To begin the project, Manion and his team gutted everything. The guiding principle thereafter was “the idea of a very pure, modern shape with the interest being in the geometry,” he notes. The L-shaped plan wraps around the pool and spa, with the views from the living room and master bedroom above focusing on a peninsula in the distance. The approach plays well to what he aimed to achieve: an elegant yet opaque mass at the street level that hides its surprises. “We wanted the front of the house to be very monumental, very solid and very dense,” says the architect. The solid walls screen a neighbor to one side, and landscape architect Mark Beall installed a ficus hedge on the other side that conceals the property from the public beach path. “In the back, we wanted it to be the opposite—as much glass as possible to take in the views,” adds Manion. The nearly all-steel framing allowed the architect to create entire walls of glass that nonetheless meet strict earthquake codes. The resulting glass doors lift and stack along each end of every façade, offering access to the outdoors, erasing boundaries between inside and out. 

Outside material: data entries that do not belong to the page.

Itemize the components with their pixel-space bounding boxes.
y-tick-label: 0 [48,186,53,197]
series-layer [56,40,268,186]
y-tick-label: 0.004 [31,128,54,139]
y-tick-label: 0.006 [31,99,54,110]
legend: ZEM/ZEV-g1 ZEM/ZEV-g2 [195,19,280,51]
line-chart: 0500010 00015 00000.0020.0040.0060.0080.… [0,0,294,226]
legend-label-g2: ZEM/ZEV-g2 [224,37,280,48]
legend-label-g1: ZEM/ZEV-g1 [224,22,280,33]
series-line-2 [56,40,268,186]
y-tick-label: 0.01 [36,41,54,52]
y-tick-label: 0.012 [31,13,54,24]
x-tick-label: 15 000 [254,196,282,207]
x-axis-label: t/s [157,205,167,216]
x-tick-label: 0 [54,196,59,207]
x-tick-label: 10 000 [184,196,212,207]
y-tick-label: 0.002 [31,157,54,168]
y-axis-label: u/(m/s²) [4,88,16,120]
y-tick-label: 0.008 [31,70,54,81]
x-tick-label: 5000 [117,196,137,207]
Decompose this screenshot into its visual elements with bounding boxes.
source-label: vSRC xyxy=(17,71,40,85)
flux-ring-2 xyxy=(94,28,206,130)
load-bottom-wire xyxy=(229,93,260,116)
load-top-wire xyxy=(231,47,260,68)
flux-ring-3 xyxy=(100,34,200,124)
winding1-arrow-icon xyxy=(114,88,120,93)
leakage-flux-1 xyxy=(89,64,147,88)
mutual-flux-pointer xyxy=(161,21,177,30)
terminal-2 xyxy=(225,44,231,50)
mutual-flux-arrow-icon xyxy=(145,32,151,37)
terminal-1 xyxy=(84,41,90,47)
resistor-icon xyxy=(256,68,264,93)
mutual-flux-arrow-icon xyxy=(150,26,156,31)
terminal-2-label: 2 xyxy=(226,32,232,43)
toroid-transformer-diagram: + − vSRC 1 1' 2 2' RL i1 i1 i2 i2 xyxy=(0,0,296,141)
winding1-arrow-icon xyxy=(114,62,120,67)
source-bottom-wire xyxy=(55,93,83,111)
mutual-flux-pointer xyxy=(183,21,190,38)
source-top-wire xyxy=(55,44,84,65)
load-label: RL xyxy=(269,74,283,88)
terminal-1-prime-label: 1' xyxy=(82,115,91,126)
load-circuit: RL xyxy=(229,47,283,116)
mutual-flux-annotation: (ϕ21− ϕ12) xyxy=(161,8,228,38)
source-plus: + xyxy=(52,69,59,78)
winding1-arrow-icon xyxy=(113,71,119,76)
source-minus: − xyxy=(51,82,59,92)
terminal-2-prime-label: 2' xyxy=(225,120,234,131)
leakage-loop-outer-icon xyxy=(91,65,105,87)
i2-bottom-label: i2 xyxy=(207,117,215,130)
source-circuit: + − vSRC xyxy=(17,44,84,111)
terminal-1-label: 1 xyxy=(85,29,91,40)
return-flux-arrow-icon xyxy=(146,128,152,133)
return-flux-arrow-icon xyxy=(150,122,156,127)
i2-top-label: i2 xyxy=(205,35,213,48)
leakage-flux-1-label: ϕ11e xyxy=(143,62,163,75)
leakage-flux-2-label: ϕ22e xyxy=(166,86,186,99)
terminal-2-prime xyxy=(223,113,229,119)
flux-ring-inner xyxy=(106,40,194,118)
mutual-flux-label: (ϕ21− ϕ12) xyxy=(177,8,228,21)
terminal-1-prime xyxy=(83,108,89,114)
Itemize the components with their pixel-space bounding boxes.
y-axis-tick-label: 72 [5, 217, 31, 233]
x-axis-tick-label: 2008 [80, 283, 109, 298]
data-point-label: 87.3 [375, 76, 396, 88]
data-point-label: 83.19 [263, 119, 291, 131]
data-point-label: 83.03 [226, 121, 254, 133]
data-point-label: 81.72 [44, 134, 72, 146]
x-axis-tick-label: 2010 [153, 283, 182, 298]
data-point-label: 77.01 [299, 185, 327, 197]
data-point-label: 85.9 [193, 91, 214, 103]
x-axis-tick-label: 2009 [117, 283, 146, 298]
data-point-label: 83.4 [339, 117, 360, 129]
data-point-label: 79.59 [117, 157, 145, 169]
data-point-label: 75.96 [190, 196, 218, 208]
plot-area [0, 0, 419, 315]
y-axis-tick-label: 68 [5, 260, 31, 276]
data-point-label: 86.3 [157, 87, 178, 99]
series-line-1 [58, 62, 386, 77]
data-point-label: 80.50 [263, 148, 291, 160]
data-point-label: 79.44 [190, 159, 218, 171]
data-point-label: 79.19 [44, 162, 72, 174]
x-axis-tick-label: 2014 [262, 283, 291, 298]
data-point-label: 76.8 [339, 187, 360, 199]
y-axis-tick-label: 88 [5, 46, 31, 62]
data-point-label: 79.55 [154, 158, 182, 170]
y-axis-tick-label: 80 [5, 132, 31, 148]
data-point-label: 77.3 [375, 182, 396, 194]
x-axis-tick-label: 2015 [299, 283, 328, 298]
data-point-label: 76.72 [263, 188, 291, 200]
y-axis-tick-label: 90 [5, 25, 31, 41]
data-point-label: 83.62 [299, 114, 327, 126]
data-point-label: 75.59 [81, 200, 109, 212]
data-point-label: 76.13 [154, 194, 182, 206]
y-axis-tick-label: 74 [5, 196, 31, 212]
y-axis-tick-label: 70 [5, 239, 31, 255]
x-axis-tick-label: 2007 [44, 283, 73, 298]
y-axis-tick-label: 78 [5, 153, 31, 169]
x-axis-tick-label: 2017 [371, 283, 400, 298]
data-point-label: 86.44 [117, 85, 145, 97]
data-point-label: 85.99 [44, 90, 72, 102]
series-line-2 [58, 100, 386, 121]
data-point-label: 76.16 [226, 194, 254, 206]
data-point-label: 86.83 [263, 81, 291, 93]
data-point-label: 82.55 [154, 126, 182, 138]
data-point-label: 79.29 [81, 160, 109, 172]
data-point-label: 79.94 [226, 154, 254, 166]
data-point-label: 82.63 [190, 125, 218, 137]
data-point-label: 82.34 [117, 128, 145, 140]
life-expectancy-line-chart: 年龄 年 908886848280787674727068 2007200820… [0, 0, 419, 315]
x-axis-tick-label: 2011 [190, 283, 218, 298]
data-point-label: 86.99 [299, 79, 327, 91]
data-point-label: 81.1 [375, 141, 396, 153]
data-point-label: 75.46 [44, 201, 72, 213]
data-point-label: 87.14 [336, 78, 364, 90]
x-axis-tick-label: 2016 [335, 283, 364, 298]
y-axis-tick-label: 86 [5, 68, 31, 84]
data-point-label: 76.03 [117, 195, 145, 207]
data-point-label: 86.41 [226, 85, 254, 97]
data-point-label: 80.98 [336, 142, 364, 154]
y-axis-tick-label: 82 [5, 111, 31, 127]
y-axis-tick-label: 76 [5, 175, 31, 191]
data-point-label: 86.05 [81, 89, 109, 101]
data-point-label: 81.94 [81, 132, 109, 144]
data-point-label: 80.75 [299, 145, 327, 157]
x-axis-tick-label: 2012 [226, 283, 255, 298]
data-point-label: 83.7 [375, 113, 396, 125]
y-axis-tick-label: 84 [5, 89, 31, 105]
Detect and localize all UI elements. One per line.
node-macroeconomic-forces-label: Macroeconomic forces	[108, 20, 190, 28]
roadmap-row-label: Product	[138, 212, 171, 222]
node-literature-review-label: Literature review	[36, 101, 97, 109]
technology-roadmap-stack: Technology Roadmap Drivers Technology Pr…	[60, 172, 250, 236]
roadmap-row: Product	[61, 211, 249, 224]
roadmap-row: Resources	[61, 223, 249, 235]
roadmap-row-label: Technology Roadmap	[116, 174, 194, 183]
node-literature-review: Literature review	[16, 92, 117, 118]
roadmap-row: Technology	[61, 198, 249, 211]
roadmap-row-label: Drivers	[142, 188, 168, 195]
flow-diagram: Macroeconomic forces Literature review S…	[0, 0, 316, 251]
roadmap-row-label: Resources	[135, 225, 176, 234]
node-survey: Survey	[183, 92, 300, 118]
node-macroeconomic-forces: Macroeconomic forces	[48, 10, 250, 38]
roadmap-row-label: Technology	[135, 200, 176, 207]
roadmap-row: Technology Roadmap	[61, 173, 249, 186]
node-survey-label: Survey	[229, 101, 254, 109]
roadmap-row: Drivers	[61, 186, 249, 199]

Manion’s introduction to the interior starts off as more enclosed and secretive, not revealing the knockout view yet to come. It begins with a breathtaking atrium in the foyer, where a skylight sends light spilling down a curving staircase. “The staircase kind of floats in that three-story cavity and just attaches where necessary,” says builder Rick Holz. From there, Manion conceived the house as a progression from one moment to the next, where nothing is revealed all at once. “A lot of what we discussed was how things unfold as you walk through the house,” says the wife. “It’s all about how you experience the home in different ways.” A hallway from the foyer, for example, leads to the prize: a split-level living, dining and family room with limestone floors that continue out to a beachside terrace through glass walls, some topping nearly 10 feet and almost disappearing when pulled back. “We spend almost all of our time there with all the doors open,” the wife says.

The warm, creamy stucco on the home’s exterior seamlessly flows inside with plaster colored to match, so none of the walls were painted. “It has this great modernistic simplicity, but it’s not cold like a museum—it’s warm and soft,” Manion says. Against this backdrop, furnishings by such 20th-century masters as Charlotte Perriand, Jean Prouvé, Le Corbusier and Pierre Jeanneret fill the home. They look utterly of the moment within Manion’s starkly modern context. And although the walls and floors evoke the color of sand, the rest of the palette takes its cues from the landscape. As the wife puts it, “I like the juxtaposition of the beach setting against our contemporary home and furnishings.”

Beall made sure the exterior landscape spoke the same modern, elegantly spare language as the rest of the home. There was little he could plant in the ground because of the pool and terrace in back and the plumbing infrastructure underneath the driveway in front, so instead he devised a series of highly sculptural living vignettes in pots by Belgium-based Atelier Vierkant. Beall explored a variety of options before he came up with the right plants that were both shapely and sturdy amid the salty ocean breeze. “Keeping the modern theme going with these beautiful pots and textural plants was the direction we wanted to go,” says Beall.

Manion credits all the site’s challenges—in addition to the lengthy permitting process and coastal storms that interrupted construction more than once—for bringing out the best in all the members of the design team. “It was a very unusual opportunity for us,” he says. “But we were all so excited by what we were able to make of it.”